The H is for High-and-Dry / Fingers like Snakes / Sacrament

 

The H is for High-and-Dry

 
Christ has risen! And then He moved into my place, flopped down on my couch, and hasn’t risen since.
He eats my cereal and refuses to learn where my vacuum cleaner is.

He says His dad’s got work lined up for Him out of state, but the job doesn’t start until after Easter.

Some days, arriving home from work, I have to navigate legions of cripples and blind lepers to get to my front
door and into my living room, where He’ll be on my couch performing healings—
except, of course, during All My Children.

Sometimes His crew rolls up, and they kick it in my living room, but usually
            He kicks His feet up on my coffee table,
            kicks off His sandals, and kicks
            their asses at Halo.

He hasn’t washed even a fork since He showed up here with His satchel of herb, but my feet are as clean as ever.
            I wish I could say the same for the toilet—apparently
            He’s not acquainted with flushing
            or toilet paper—His robes are starting to reek.

But He is fun at parties:
            B.Y.O.H2O!

And it is nice to have more prostitutes around the house—maybe one of them will tell my landlord not to worry about the missing rent check.
I’ve been too busy scrubbing wine stains out of my carpet to ask for rent.

This morning I woke—He was gone, left only a dirty pillowcase,
            my fig-stained couch and an old pile of IOU’s.
 

 

Fingers like Snakes

 
Outside the courthouse, two young women
walk by—I look at the breasts: these pairs,

tiny, like gentle rises in the landscape
of a barren chest—I realize why

I’ve always gravitated toward the small ones—
it’s that they look underdeveloped, like the body

still contains its ancient innocence,
like the girls I first noticed in sixth

grade, the awkward glances, the pure
joy of the playground, a lifted skirt.
 

 

Sacrament

 
                                    The priest’s hands are red with cash
                                    and the salvation of just under a million
                                    served—Sunday visitors that weave

                                    through the oaken doors, past stained glass
                                    storybooks, to stop at penitent seating
                                    and murmurs of fear disguised as calculated

                                    arguments for personal salvation.
                                    He again thrusts his spotted hands in the air,
                                    a practiced motion he calls beseeching

the frontmost parishioners are misted with                            pages he boils down into
flecks of red—                                                                      the easiest argument to make
centuries of study and a thousand                                         children could devise this:

                                    What you are feeling is correct, my children.
                                    You are not enough, and never shall you be.
                                    He made us incomplete, which is why we must

                                    seek Him. The organ inhales,
                                    the parish turns its pages—today’s hymn:
                                    God Hates Everyone but Me.

 

Ed O’Casey

Ed O’Casey received his MA from the University of North Texas. He loves all things narcissistic, and lives with his unruly wife and daughter. His poems have appeared or are upcoming in Danse Macabre, Tulane Review, Wilderness House Literary Review, Euphony, Cold Mountain Review, Northern Liberties Review, NANO Fiction, and South 85. He is currently an MFA candidate at New Mexico State University.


• **Exercise requirements**: The response should be the lines of the data, starting at the first and ending at the one that contains "Task: Click on the a: EVENTS", copied without change.
=-=-=-=-=
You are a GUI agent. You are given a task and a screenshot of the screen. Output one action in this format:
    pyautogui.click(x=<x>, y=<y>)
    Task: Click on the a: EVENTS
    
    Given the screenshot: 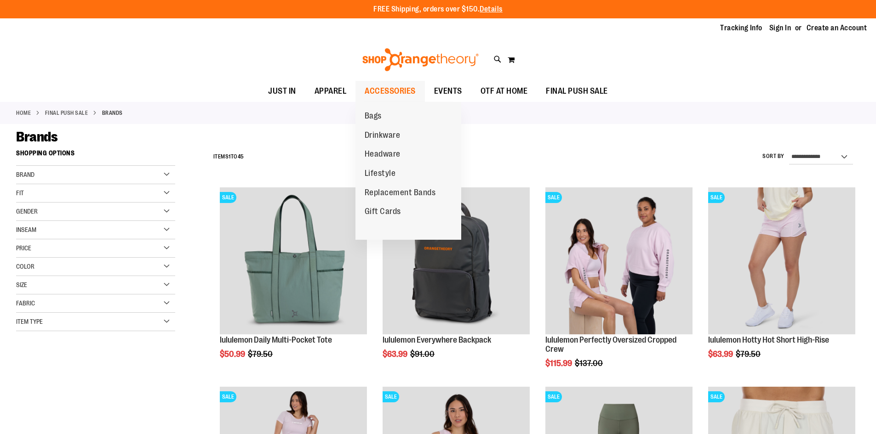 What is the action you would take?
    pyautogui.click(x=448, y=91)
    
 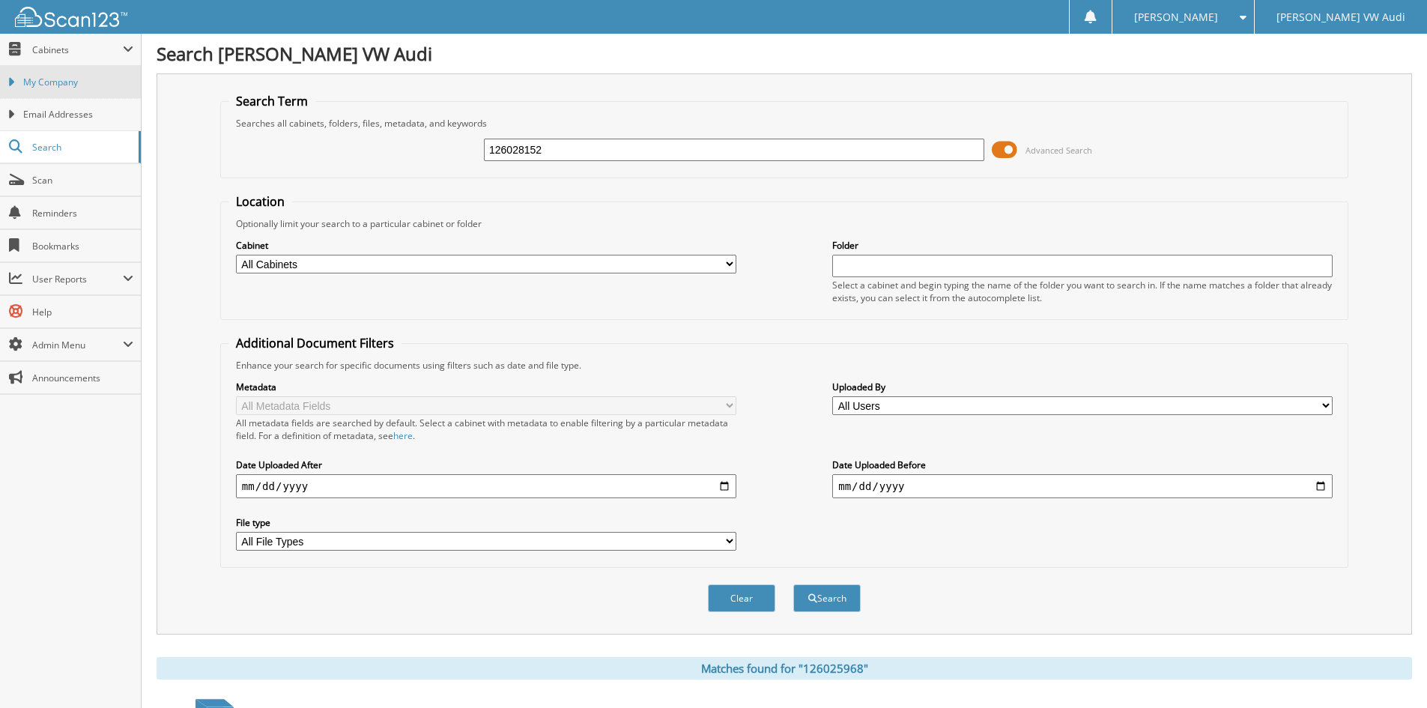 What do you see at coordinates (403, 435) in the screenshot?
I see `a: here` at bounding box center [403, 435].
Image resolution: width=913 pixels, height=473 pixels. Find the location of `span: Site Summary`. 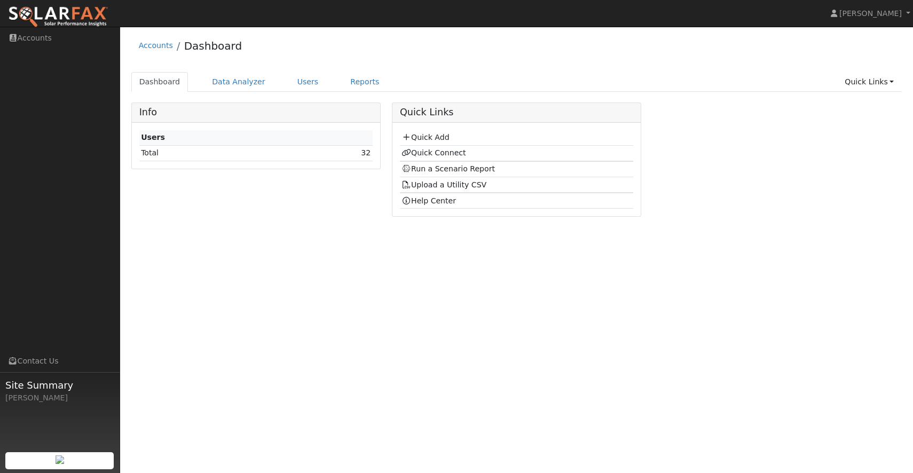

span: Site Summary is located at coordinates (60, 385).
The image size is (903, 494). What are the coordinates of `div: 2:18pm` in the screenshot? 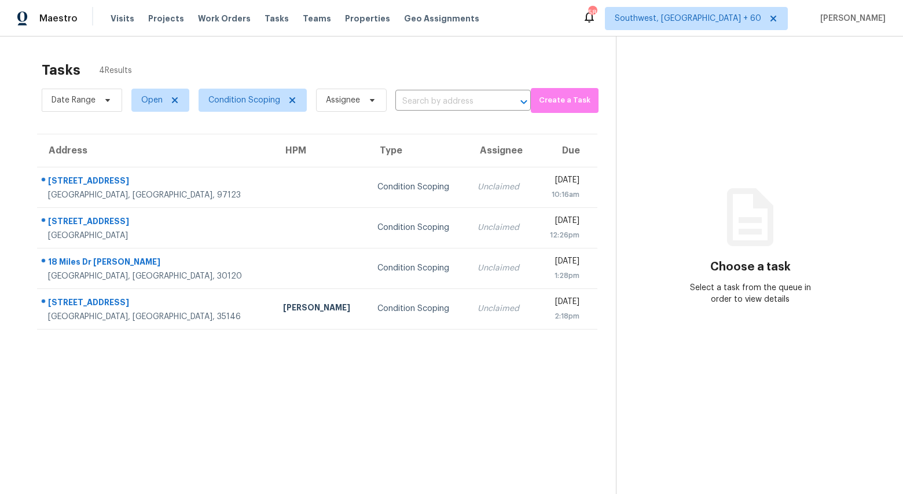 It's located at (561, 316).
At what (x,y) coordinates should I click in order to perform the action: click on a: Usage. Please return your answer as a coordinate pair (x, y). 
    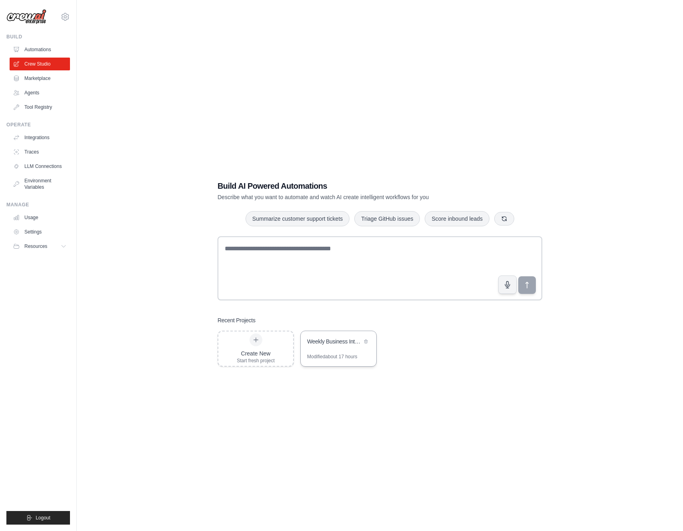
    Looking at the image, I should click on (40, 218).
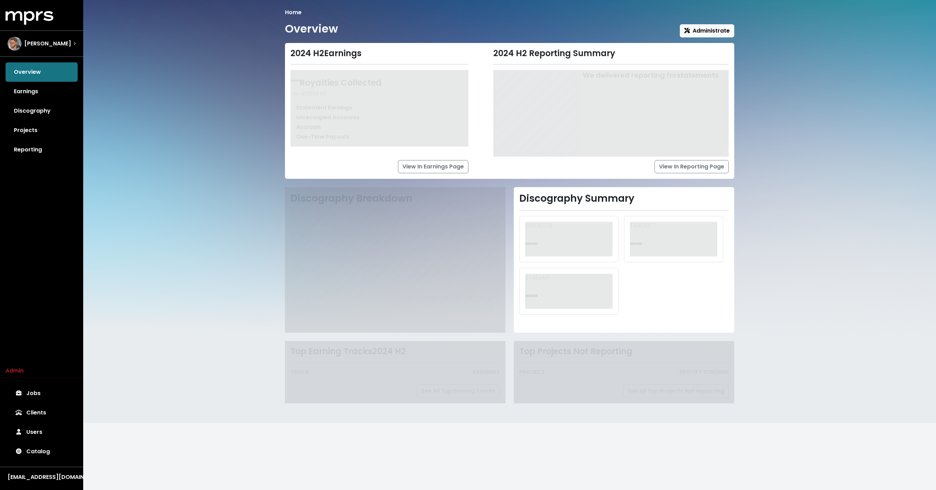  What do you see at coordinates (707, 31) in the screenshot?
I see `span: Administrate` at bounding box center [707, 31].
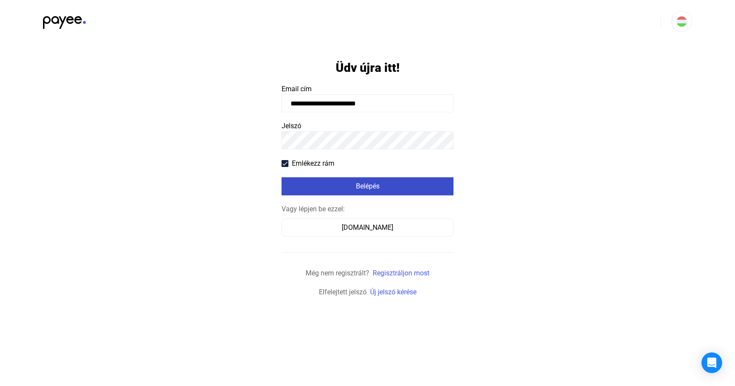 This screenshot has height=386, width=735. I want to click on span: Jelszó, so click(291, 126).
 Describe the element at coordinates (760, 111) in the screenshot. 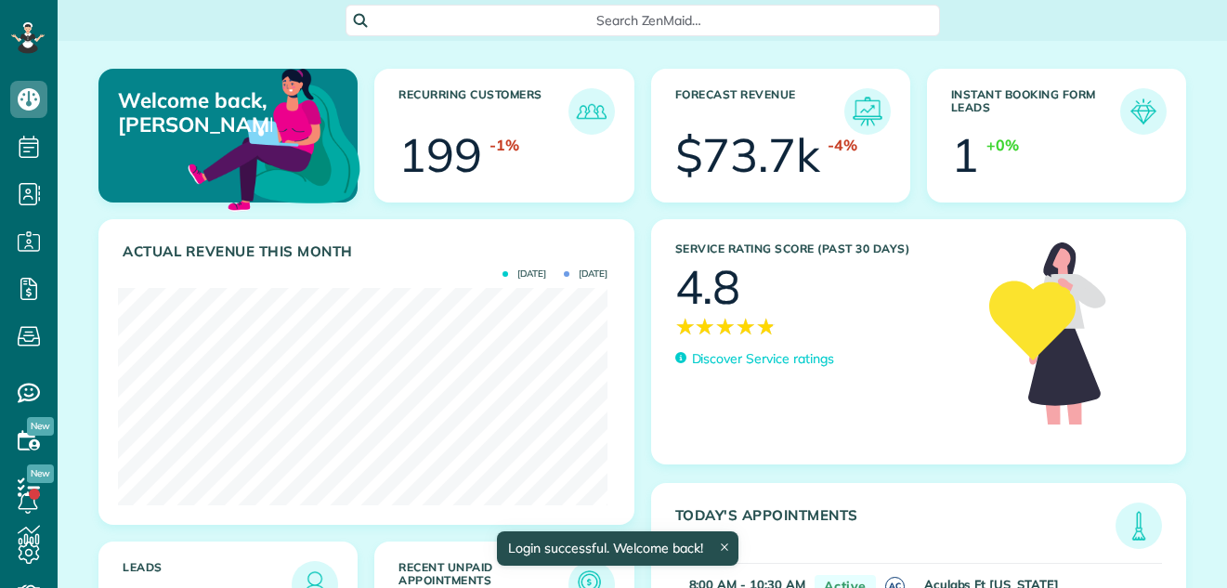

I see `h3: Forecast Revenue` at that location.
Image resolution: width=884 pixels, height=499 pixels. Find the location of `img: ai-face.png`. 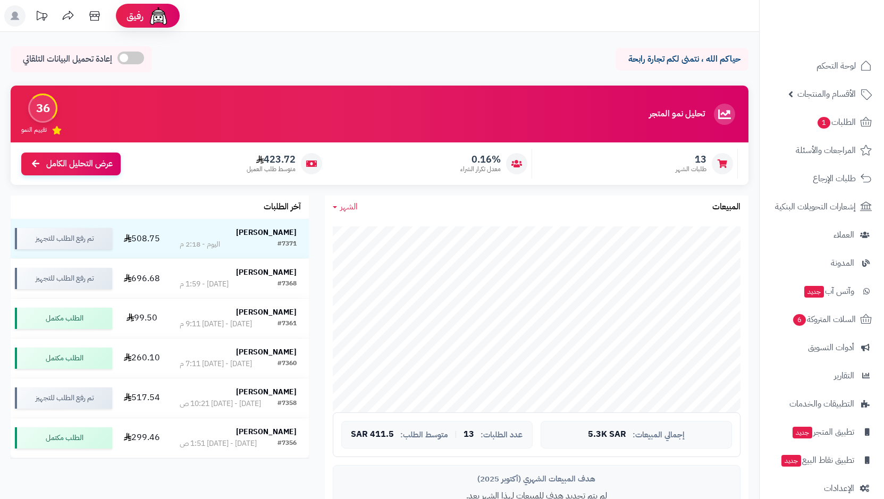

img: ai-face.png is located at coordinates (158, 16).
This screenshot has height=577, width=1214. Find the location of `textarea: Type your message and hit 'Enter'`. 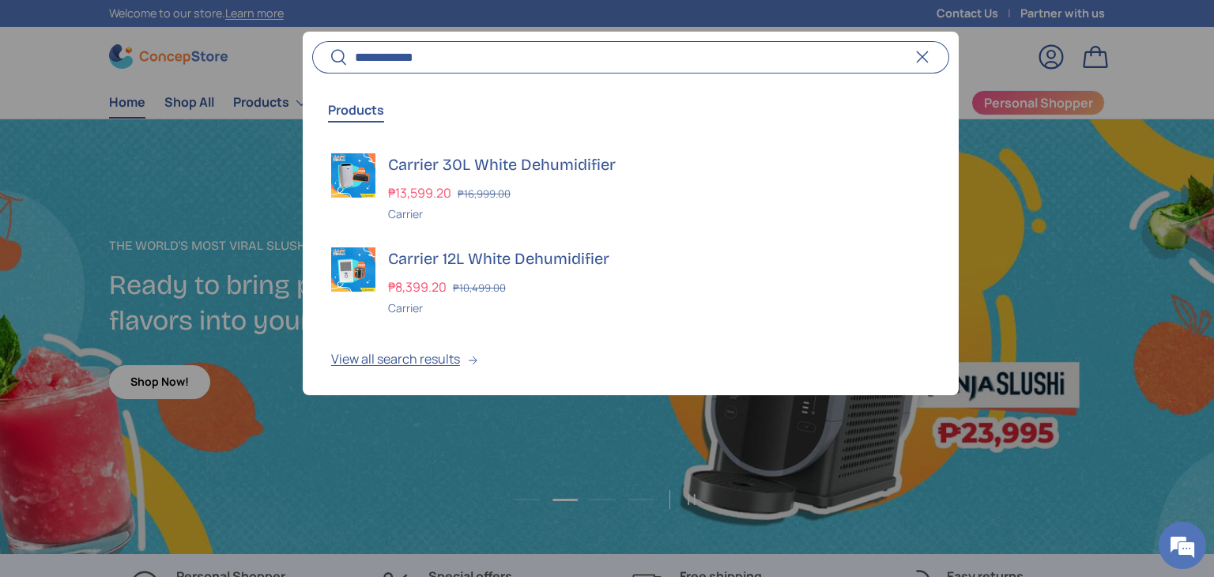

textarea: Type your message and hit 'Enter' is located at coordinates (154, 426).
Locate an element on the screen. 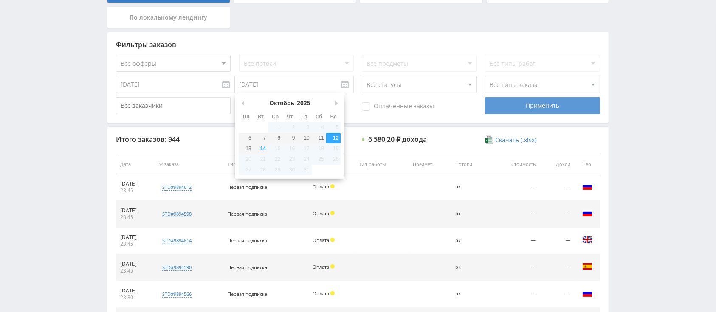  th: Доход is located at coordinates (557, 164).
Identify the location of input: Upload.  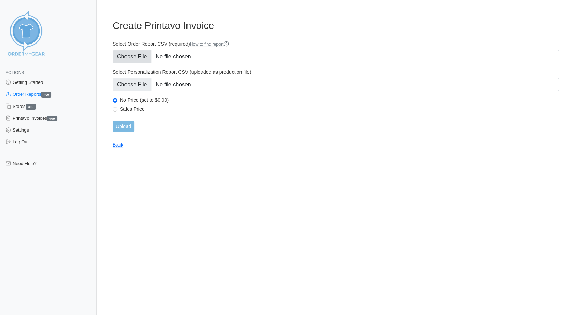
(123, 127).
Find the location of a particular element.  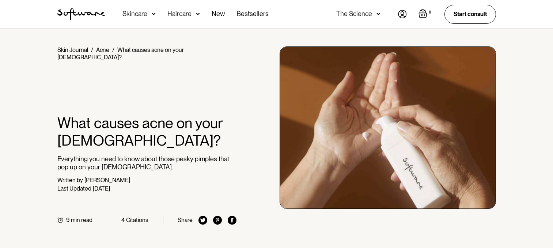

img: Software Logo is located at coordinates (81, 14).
=-=-=-=-=
• **Expected answer**:
You are a GUI agent. You are given a task and a screenshot of the screen. Output one action in this format:
    pyautogui.click(x=<x>, y=<y>)
    Task: Click on the a: EVENTS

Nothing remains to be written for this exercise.